How do I prevent my web app being hacked?
Details
For November we have Luke Briner of Pixel Pin to talk about most developers least favourite subject "security".
Another week and another high-profile company gets hacked as well as hundreds of smaller organisations that we will never hear about. The cause? Clearly sometimes it is sheer incompetence but as we look at some of the larger companies, they seem to be doing mostly the right thing but are still having customer data stolen and demonstrate a lack of security management despite the history of industry attacks and the amount of security management that exists today.
This talk aims to look at the approaches that most people seem to take towards data security, using web application passwords as a fairly common and familiar example. We will look at why the current approaches are not always enough, as good as they are in their own right, and also where it is easy to be drawn to arguments that are not really very useful.
We will finish with the various sorts of side-channel attacks and the ways in which you can succeed at security alongside common failures and weaknesses, both in Development, but also in organisations generally.
Although the talk will be reasonably technical, you do not need any specific security expertise to understand the material and even non-technical people should understand enough to follow the talk.
Luke Briner is CTO of PixelPin, an award-winning visual login system that is 80% security and 20% User Experience! He spends his days looking at emerging threats and the latest security horror stories working out whether the system is designed to cope with these threats as well as coding the next piece of functionality. His background is in financial and security software (mostly .Net) but he has been involved with writing such widely different software as Mobile Apps, manufacturing software, PLCs, PHP web services and even Turbo Pascal back in the day. Talk to him about trains or air crash investigations and he’ll go on for hours!
As usual we're at the lovely Deepspaceworks so a £3 contribution is greatly appreciated.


**TASK DIRECTIONS**
Output the lines from the one holding "Locate an element" to the end of the entries that follow, exactly and only those, minus any pictures.

[Stored items]
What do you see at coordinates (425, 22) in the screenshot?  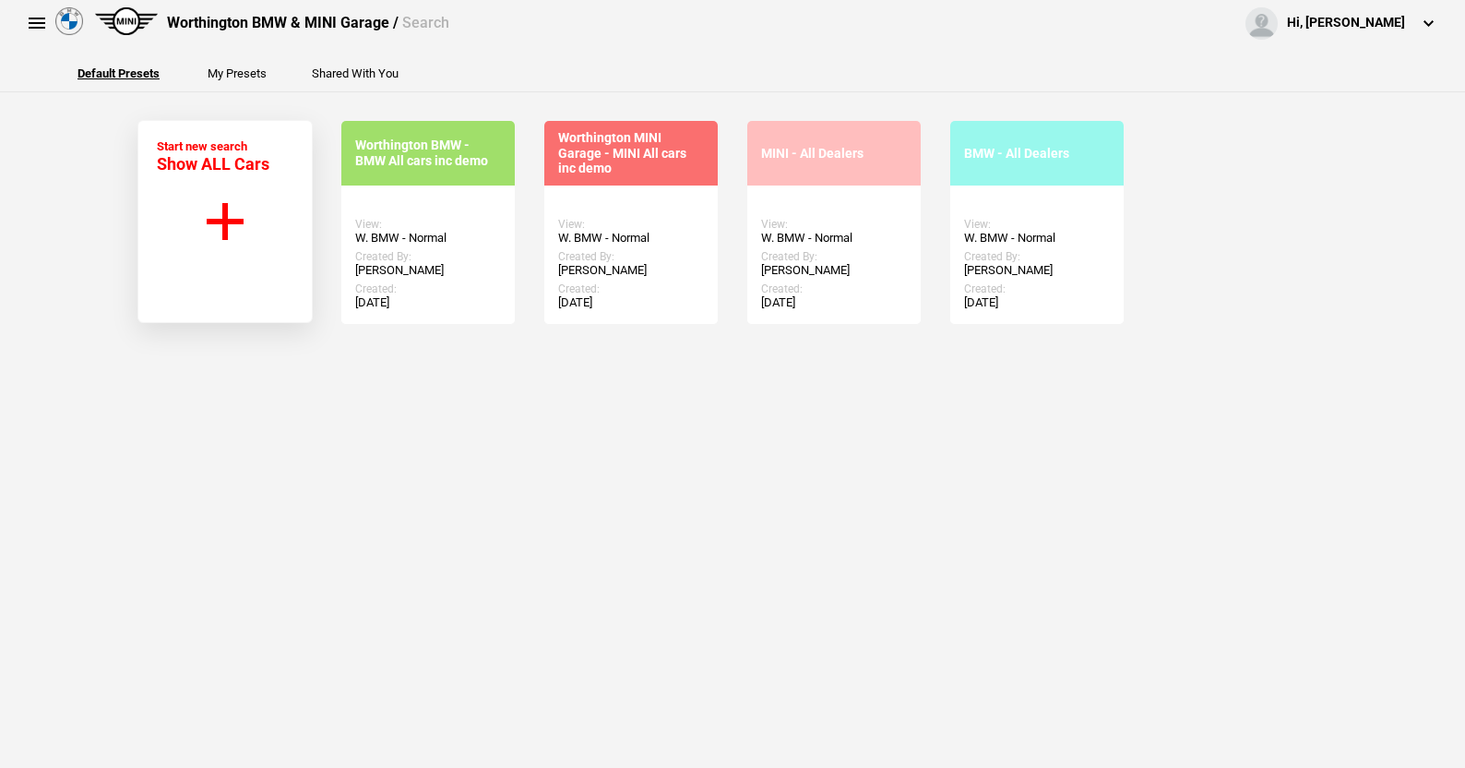 I see `span: Search` at bounding box center [425, 22].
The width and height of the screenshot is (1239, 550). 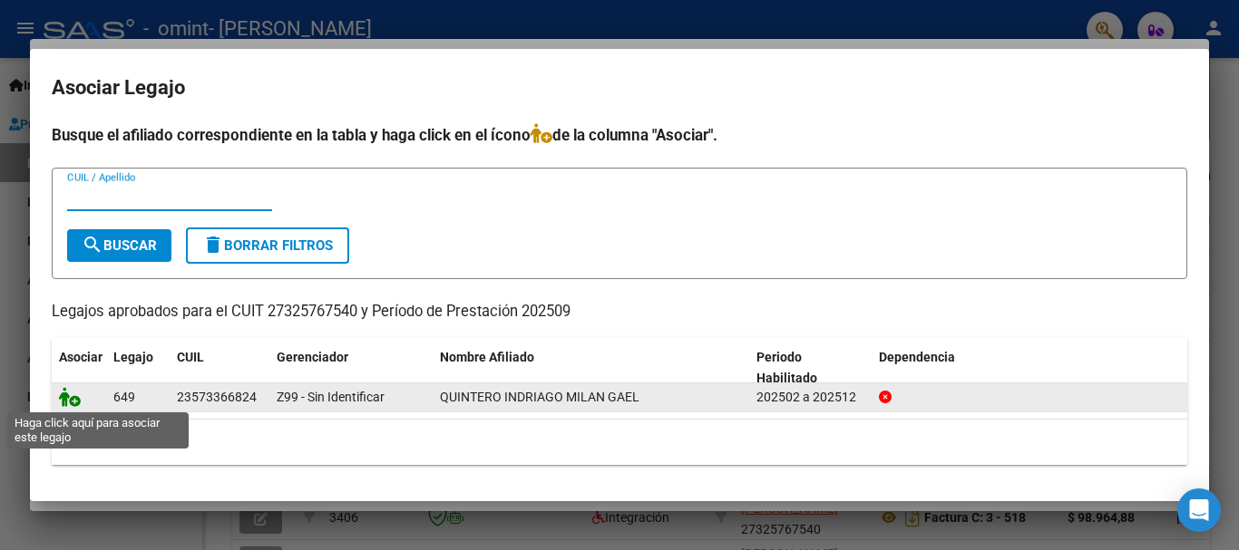 What do you see at coordinates (219, 368) in the screenshot?
I see `datatable-header-cell: CUIL` at bounding box center [219, 368].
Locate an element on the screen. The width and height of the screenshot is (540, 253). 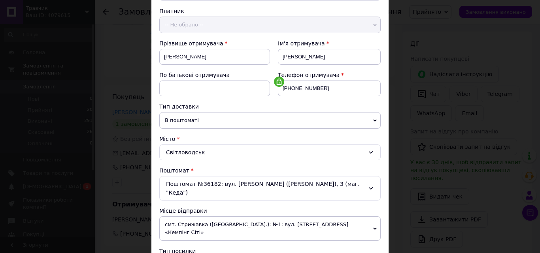
span: -- Не обрано -- is located at coordinates (270, 25).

**RESPONSE BELOW**
Locate an element on the screen. The width and height of the screenshot is (540, 253). 
span: -- Не обрано -- is located at coordinates (270, 25).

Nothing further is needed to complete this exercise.